Poland's demographic time-bomb

By bne IntelliNews July 11, 2012

Bogdan Turek in Warsaw -

Poland's population is declining year by year and demographic experts say the number will dwindle from 37m to 31m by 2050 unless it creates incentives for foreigners to settle. That will be hard for a country not known for its welcoming attitude to immigrants.

"The decreasing population trend of the Polish nation cannot be resolved only by incentives to have more children," says Krystyna Iglicka, an expert on immigration problems at Warsaw's Lazarski University. "We should focus on immigrants."

Russians, Ukrainians and Belarusians, who are culturally close to Poles, would be the best bet, but existing bureaucratic barriers and lack of legal protections for foreign-born residents scare them away. This can be seen in the statistics, which show that the number of "mixed" marriages has dropped by 10% and number of children born to such couples fell by one sixth over the last two years.

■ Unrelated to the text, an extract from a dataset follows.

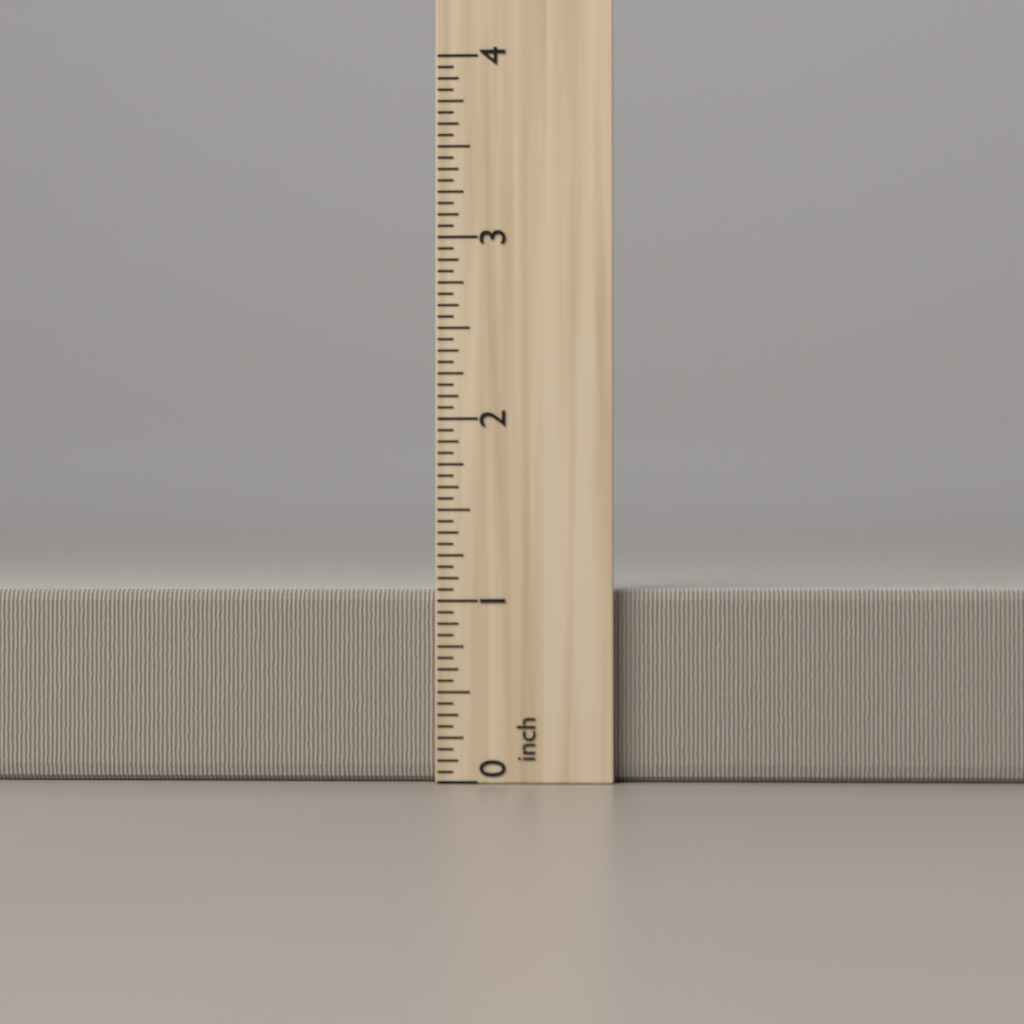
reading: 1.0625 inch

Iglicka says immigrants from the east do not want to settle in Poland, primarily because of discrimination against them on the labour market. "Polish managers have usually two kinds of offers: house cleaning, or work in so-called social agencies - or brothels - despite the fact that many of the women are graduates of higher establishments and speak Polish," Iglicka says. "Poland is a difficult country for immigrants, and the stay here often turns into economic degradation."

Demographic experts warn that Poland will be short of some 5m-6m workers by 2060, for which formulating a decent immigration policy, with incentives to settle in Poland, could be a remedy. "A quick system should be introduced for recognizing foreign diplomas," says Miroslaw Biernacki, an expert in the Institute of Public Affairs. "The complicated recognition procedures of diplomas deter engineers or doctors from coming come to Poland."

Yet even ethnic brothers such as the roughly 70,000 Poles who were deported to Kazakhstan under Stalin during World War II don't appear particularly welcome in their homeland. The Polish statistical office GUS says that only 5,200 have resettled to Poland in the last 10 years. Svetlana Kot, who married a Pole and got Polish citizenship, says her mother is still stuck in Kazakhstan. "She knows how difficult it is to prove that that she has Polish roots, so she decided to stay for the next five years to reach retirement age and get a pension in Kazakhstan," she says. "Then, after coming back to Poland, she will not be a financial burden for her family."

The media recently highlighted the case of Olech Zych, a 50-year-old monk of Polish descent who was born in Ukraine and whose mother was Polish and father Ukrainian. The authorities rejected his application to get Polish citizenship because the birth certificate of his mother did not specify her nationality, although she had another official document issued by Ukrainian authorities saying she was Polish. The monk had to leave Poland to avoid deportation. "There is little time left to change Polish immigration policy," Biernacki says. "Foreigners are simply discouraged from settling in Poland."

The number of naturalization documents issued since 2005 is low. Only 6,937 people, chiefly Ukrainians and Belarusians, got Polish citizenship from 2005 to 2009. In 2010, 2,019 naturalization documents were issued and in 2011, a total of 2,375.

Back home

Still, there are some encouraging signs. In 2011, John Abraham Godson, a Nigerian who has lived in Poland for almost half his life and is a Polish citizen, become the first black man to become a member of parliament in Poland. Godson's success has been hailed as a landmark in a country where there are just 4,000 black people.

The huge outflow of people from Poland when it joined the EU has also abated and even reversed as the economic crisis in Western Europe deepens.

GUS, the statistical office, estimates that over 1.7m Poles left Poland in the six years after Poland joined the EU in 2004, most to the UK and Ireland. Angel Gurria, OECD Secretary-General, said in June that her organisation has noted significant re-flows of migrants back into Poland from places hard hit by the crisis. Once a magnet for migrant workers particularly Poles, Ireland has witnessed a dramatic reversal in migration trends, with around 34,000 people emigrating in 2010 as well as in 2011 - equal to 1% of its national population.

One new trend among Poles is not to emigrate far away from home, but only to settle across the Polish-German border. There are about 460,000 Poles living in Germany now. The German Institute of Public Affairs says that some 4,500 Polish families bought houses or apartments in the Maklemburg region near the Polish city of Szczecin. "The number of settlers doubled in the last seven years and is growing," it notes.